Mapping Technology Trends to Enterprise Product Innovation

Scope: Focusses on enterprise platform software: Big Data, Cloud platforms, software-defined, micro-services, DevOps.
Why: We are living in an era of continuous change, and a low barrier to entry. Net result: Lot of noise!
What: Sharing my expertise gained over nearly two decades in the skill of extracting the signal from the noise! More precisely, identifying shifts in ground realities before they become cited trends and pain-points.
How: NOT based on reading tea leaves! Instead synthesizing technical and business understanding of the domain at 500 ft. 5000 ft., and 50K ft.

(Disclaimer: Personal views not representing my employer)

Tuesday, September 2, 2014

Append-only Storage Layout

Append-only is an approach made popular by Google File System (GFS),  and also adopted in HDFS. The basic approach is to allow updates only in the form of appends to the existing file i.e., the previously written file data is immutable and cannot be modified. The model does allow files to be deleted as a whole. The file is typically treated as a collection of blocks/chunks, such that the last block is immutable.

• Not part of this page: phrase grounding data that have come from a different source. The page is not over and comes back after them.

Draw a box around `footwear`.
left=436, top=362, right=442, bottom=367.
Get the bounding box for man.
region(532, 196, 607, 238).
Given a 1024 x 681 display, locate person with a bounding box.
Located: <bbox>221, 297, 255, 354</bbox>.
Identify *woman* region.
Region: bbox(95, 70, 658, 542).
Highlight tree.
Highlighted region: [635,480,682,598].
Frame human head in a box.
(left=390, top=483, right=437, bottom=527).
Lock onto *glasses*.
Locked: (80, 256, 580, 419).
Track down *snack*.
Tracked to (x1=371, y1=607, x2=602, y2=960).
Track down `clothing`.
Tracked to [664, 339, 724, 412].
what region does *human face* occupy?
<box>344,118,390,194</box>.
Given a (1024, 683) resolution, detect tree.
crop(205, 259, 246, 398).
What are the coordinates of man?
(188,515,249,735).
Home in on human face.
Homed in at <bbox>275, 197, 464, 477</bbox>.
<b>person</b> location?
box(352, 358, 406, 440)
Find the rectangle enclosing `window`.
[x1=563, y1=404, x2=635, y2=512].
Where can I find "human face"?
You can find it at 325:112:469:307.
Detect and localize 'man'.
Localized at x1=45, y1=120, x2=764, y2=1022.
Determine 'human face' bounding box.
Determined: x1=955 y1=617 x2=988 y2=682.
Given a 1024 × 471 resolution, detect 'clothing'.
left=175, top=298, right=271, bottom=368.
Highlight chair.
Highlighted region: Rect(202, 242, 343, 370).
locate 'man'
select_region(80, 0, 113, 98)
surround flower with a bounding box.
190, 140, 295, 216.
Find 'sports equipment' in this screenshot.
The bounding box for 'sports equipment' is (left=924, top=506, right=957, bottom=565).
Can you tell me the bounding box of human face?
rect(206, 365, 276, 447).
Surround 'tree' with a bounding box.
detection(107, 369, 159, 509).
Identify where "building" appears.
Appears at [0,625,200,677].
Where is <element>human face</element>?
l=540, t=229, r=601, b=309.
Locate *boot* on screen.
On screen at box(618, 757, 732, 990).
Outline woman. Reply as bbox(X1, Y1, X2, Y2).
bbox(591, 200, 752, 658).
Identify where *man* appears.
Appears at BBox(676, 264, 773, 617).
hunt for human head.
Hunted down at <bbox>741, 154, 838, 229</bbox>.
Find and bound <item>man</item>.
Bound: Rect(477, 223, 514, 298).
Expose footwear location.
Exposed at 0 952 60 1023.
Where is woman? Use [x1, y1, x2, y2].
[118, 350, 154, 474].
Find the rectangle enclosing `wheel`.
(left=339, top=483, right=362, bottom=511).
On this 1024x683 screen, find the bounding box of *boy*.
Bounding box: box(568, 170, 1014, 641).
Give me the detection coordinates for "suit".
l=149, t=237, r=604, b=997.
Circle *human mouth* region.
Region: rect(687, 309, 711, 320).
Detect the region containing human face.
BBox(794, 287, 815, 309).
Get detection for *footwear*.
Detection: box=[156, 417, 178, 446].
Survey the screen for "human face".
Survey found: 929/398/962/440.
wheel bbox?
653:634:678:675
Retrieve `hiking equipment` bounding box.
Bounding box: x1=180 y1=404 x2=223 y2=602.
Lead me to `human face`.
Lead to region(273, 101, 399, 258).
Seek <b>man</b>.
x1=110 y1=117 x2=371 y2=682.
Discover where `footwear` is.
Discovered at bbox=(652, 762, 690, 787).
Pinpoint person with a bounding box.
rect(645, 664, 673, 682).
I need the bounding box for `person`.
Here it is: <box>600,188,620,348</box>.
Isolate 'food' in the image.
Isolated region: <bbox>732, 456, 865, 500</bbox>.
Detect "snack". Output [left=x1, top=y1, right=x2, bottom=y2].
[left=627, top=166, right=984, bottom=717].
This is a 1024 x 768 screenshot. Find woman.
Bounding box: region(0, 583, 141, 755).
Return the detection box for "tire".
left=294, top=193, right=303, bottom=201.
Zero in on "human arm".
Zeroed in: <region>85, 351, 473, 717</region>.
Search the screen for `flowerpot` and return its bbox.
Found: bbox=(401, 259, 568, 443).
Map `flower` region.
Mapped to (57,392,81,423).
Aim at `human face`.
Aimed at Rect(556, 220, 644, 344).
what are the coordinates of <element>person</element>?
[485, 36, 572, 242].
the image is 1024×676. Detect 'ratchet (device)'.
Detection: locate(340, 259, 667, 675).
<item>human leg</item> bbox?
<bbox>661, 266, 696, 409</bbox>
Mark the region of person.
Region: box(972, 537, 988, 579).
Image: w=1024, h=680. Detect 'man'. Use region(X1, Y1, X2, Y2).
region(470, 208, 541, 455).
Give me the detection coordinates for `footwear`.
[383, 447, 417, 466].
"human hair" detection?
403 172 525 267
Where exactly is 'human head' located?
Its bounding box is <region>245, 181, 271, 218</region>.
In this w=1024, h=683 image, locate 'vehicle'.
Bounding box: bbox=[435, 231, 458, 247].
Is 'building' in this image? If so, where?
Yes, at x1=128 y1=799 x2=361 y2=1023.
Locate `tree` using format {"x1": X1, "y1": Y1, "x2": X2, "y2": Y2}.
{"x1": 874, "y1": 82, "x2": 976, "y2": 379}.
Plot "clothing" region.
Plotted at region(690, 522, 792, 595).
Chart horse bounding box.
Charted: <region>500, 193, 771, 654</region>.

This approach belongs to the family of protocols that provide out-of-place updates i.e., new data is written to a different logical address. Other protocols in this family is WAFL (Write Anywhere File Layout), Log Structured Merge (LSM) Trees, COW, version-based storage. In comparing append-only to WAFL, the key difference is that WAFL updates the file metadata to point to the updated data, while Append-only expects the application to determine the latest version of the block based on some sort of generation number.

A few key characteristics of an append-only model are:
  • There is no byte fidelity across replicas of the file. The system enforces at least once semantics i.e., there will at least one copy of the update in all the replicas, but there can be more due to retries.
  • The API does not specify the EoF offset. Instead, it is chosen dynamically by the chunk servers. This allows multiple writers to concurrently update the file (as long as the update is an  atomic operation, there is no need for locking). 
Append-only is an attractive model since it minimizes the need for synchronization between readers, readers and writers, and between writers:

  • Readers: Multiple readers can read the data
  • Reader-Writer: Writers can append to the data, while readers continue to read the old data. For this model to succeed, the updates need to be atomic (to avoid reading partial data).
  • Writer-writer: Since the writers don`t specific the absolute address, the filesystem can serialize the updates in any order (as long the replicas are all updated with the same ordering).